For Chinese and Indian investors, the retrogression protection of reserved categories is transformative. Instead of facing a decade-long wait in the unreserved category, these investors can bypass the visa bulletin backlog entirely by selecting a qualifying Rural or HUA project.
Choosing Between Rural and HUA Projects
Both Rural and HUA projects offer the key benefits of reserved categories: no visa bulletin backlog, faster processing, and the lower $800,000 TEA investment minimum. The differences come down to processing speed, geographic availability, and project characteristics.
Choose Rural if...
Processing speed is your top priority. Rural offers the fastest adjudication (11 to 17 months), the largest visa allocation (20%), and the strongest retrogression protection due to lower relative demand. You are comfortable evaluating projects outside major metropolitan areas.
Choose HUA if...
You prefer projects in or near urban centers. HUA projects offer broader geographic availability, including major cities. Processing is faster than unreserved (24 to 36 months) though slower than rural. The project pipeline in HUA locations is typically larger and more diverse.
In all cases...
Project quality should be the primary selection criterion. The TEA designation determines visa category, but the project’s business fundamentals determine whether your investment succeeds, creates the required jobs, and returns your capital. Never select a project solely for its category designation.
What This Means for Investors
- 1Reserved categories offer the fastest path to permanent residence in the EB-5 program. Rural filers from non-retrogressed countries can receive conditional green cards in under two years from filing.
- 2Chinese and Indian investors benefit most from reserved categories because they bypass the multi-year unreserved backlog entirely. This can reduce the total immigration timeline by 5 to 10 years.
- 3All reserved categories qualify for the $800,000 TEA minimum. The grandfathering deadline of September 30, 2026 makes filing before that date critical to lock in this threshold.
- 4The processing speed advantage of rural projects is substantial and has been improving quarter over quarter. Investors prioritizing speed should evaluate rural options carefully.
What Could Change Next
- If the EB-5 program is reauthorized beyond September 2027, the reserved category structure may be modified. Congress could adjust the percentage allocations or add new categories.
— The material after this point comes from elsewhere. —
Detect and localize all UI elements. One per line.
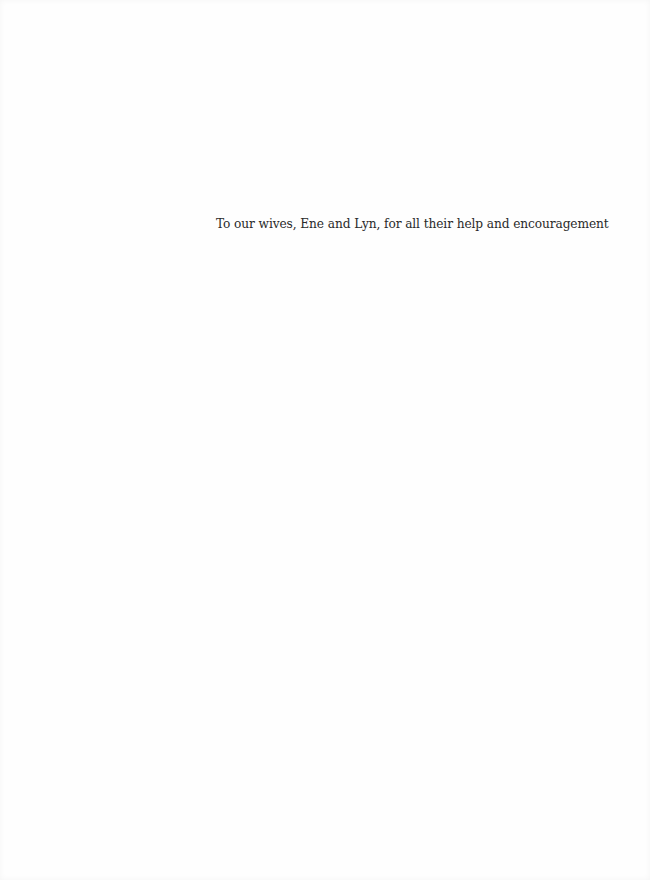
dedication-page: To our wives, Ene and Lyn, for all their… [0, 0, 650, 880]
dedication-text: To our wives, Ene and Lyn, for all their… [216, 217, 609, 231]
- Growing demand for rural projects could eventually push the category toward retrogression, particularly if filing volumes surge ahead of the grandfathering deadline. Current trends do not suggest this is imminent.
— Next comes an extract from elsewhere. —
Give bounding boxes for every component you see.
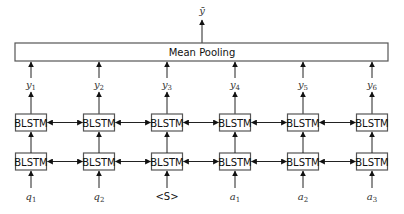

- USCIS may formalize priority processing for reserved categories, potentially introducing dedicated processing tracks or guaranteed timelines.
- The definition of qualifying geographic areas (rural boundaries, HUA unemployment thresholds) could change through regulatory updates, affecting which projects qualify under each designation.
Frequently Asked Questions
Related Resources
How this data was calculated
Visa allocation percentages are fixed by statute (INA Section 203(b)(5)(B)(ii)). Approximate visa counts are calculated from the total annual EB-5 allocation. Processing times are from the USCIS online processing times tool. Visa availability status is from the Department of State monthly Visa Bulletin.
Disclaimer: This page is for informational purposes only. It does not constitute legal, financial, immigration, or tax advice. Consult with qualified U.S. immigration counsel for guidance specific to your situation.